Gods of Greektown


Book Description

The Manos brothers are the sons of Greek immigrants living in Toronto. Zach, the eldest, is determined to live the North American dream, complete with a gorgeous wife, a beautiful home and a successful career in high finance. Costa, charismatic and rebellious, has chosen a different path. A high school drop out, he uses his street knowledge to maneuver through life. Zach and Costa are poised to begin their lives as adults when an expected knock at the door of the their sprawling suburban home shocks the Manos family into a new reality. Forcibly removed from their home and all their possessions seized, each member of the Manos family must now find his or her own way to pick up the pieces of a shattered family existence and forge ahead. While Costa buries himself in work in Toronto, Zach, now disillusioned with his life in Canada, returns to the land of his family's origins. In the tiny and idiosyncratic rural village in Greece, Zach embarks on a journey of self-discovery that will lead him to unearth the truth about his roots, his family's homeland, and the horrible string of crimes perpetrated throughout the world of the Greek Diaspora. With the help of an old family friend with a mysterious past, Zach and his family begin to unravel the tangled web of misdeeds to its source. Together, in a quest for justice, they orchestrate a shocking revenge upon those who had considered themselves too high to fall.




The Siege of Troy


Book Description

In this perceptive retelling of The Iliad, a young Greek teacher draws on the enduring power of myth to help her students cope with the terrors of Nazi occupation. Bombs fall over a Greek village during World War II, and a teacher takes her students to a cave for shelter. There she tells them about another war—when the Greeks besieged Troy. Day after day, she recounts how the Greeks suffer from thirst, heat, and homesickness, and how the opponents meet—army against army, man against man. Helmets are cleaved, heads fly, blood flows. And everything had begun when Prince Paris of Troy fell in love with King Menelaus of Sparta's wife, the beautiful Helen, and escaped with her to his homeland. Now Helen stands atop the city walls to witness the horrors set in motion by her flight. When her current and former loves face each other in battle, she knows that, whatever happens, she will be losing. Theodor Kallifatides provides remarkable psychological insight in his version of The Iliad, downplaying the role of the gods and delving into the mindsets of its mortal heroes. Homer's epic comes to life with a renewed urgency that allows us to experience events as though firsthand, and reveals timeless truths about the senselessness of war and what it means to be human.




A Companion to Greek Religion


Book Description

This major addition to Blackwell’s Companions to the Ancient World series covers all aspects of religion in the ancient Greek world from the archaic, through the classical and into the Hellenistic period. Written by a panel of international experts Focuses on religious life as it was experienced by Greek men and women at different times and in different places Features major sections on local religious systems, sacred spaces and ritual, and the divine




Greek and Roman Mythology


Book Description

Author Don Nardo and Consultant Editor Barbette Spaeth have compiled this volume that provides entries about various aspects of Greek and Roman mythology, grouped in the categories of rulers, heroes, and other human characters. Readers will learn about major and minor gods, animals, monsters, spirits, and forces. Entries cover important places and things, and major myth tellers and their works. Includes retellings of twelve myths.







Ancient Egyptian Literature


Book Description

Band 3.




Ancient Egyptian Literature, Volume III


Book Description

"First published in 1973 - and followed by Volume II in 1976 and Volume III in 1980 - this anthology has assumed classic status in the field of Egyptology and portrays the remarkable evolution of the literary forms of one of the world's earliest civilizations. Volume III spans the last millennium of Pharaonic civilization, from the tenth century B.C. to the beginning of the Christian era. It features a new foreword by Joseph G. Manning"--Publisher's description.




Encyclopedia of Fairies in World Folklore and Mythology


Book Description

Fairies have been revered and feared, sometimes simultaneously, throughout recorded history. This encyclopedia of concise entries, from the A-senee-ki-waku of northeastern North America to the Zips of Central America and Mexico, includes more than 2,500 individual beings and species of fairy and nature spirits from a wide range of mythologies and religions from all over the globe.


**What is required**
Go through the listing and copy each line that has the string "scaling" in it.

**Records for this task**

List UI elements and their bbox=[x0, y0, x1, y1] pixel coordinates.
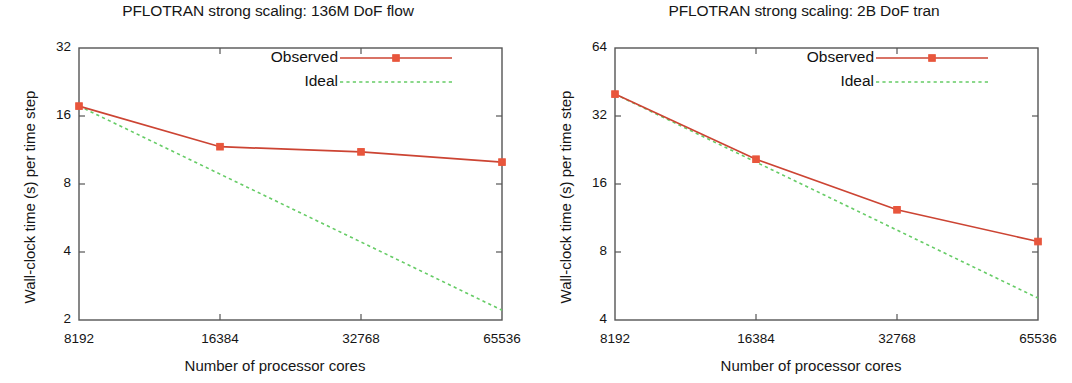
chart-panel-flow: PFLOTRAN strong scaling: 136M DoF flow W… bbox=[0, 0, 536, 383]
x-tick-label: 8192 bbox=[575, 331, 655, 346]
y-tick-label: 8 bbox=[567, 243, 607, 258]
x-axis-label-flow: Number of processor cores bbox=[40, 357, 510, 374]
x-tick-label: 16384 bbox=[716, 331, 796, 346]
y-tick-label: 2 bbox=[31, 311, 71, 326]
figure-two-panel-scaling-plots: PFLOTRAN strong scaling: 136M DoF flow W… bbox=[0, 0, 1072, 383]
y-tick-label: 32 bbox=[567, 107, 607, 122]
legend-label-ideal: Ideal bbox=[716, 72, 874, 90]
x-tick-label: 32768 bbox=[857, 331, 937, 346]
legend-label-observed: Observed bbox=[180, 48, 338, 66]
y-tick-label: 8 bbox=[31, 175, 71, 190]
y-tick-label: 32 bbox=[31, 39, 71, 54]
y-tick-label: 16 bbox=[31, 107, 71, 122]
x-tick-label: 65536 bbox=[462, 331, 542, 346]
y-tick-label: 4 bbox=[567, 311, 607, 326]
legend-label-observed: Observed bbox=[716, 48, 874, 66]
y-tick-label: 16 bbox=[567, 175, 607, 190]
legend-label-ideal: Ideal bbox=[180, 72, 338, 90]
y-tick-label: 4 bbox=[31, 243, 71, 258]
chart-panel-tran: PFLOTRAN strong scaling: 2B DoF tran Wal… bbox=[536, 0, 1072, 383]
x-tick-label: 8192 bbox=[39, 331, 119, 346]
x-tick-label: 32768 bbox=[321, 331, 401, 346]
x-tick-label: 65536 bbox=[998, 331, 1072, 346]
x-tick-label: 16384 bbox=[180, 331, 260, 346]
y-tick-label: 64 bbox=[567, 39, 607, 54]
x-axis-label-tran: Number of processor cores bbox=[576, 357, 1046, 374]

**Exercise response**
chart-panel-flow: PFLOTRAN strong scaling: 136M DoF flow W… bbox=[0, 0, 536, 383]
figure-two-panel-scaling-plots: PFLOTRAN strong scaling: 136M DoF flow W… bbox=[0, 0, 1072, 383]
chart-panel-tran: PFLOTRAN strong scaling: 2B DoF tran Wal… bbox=[536, 0, 1072, 383]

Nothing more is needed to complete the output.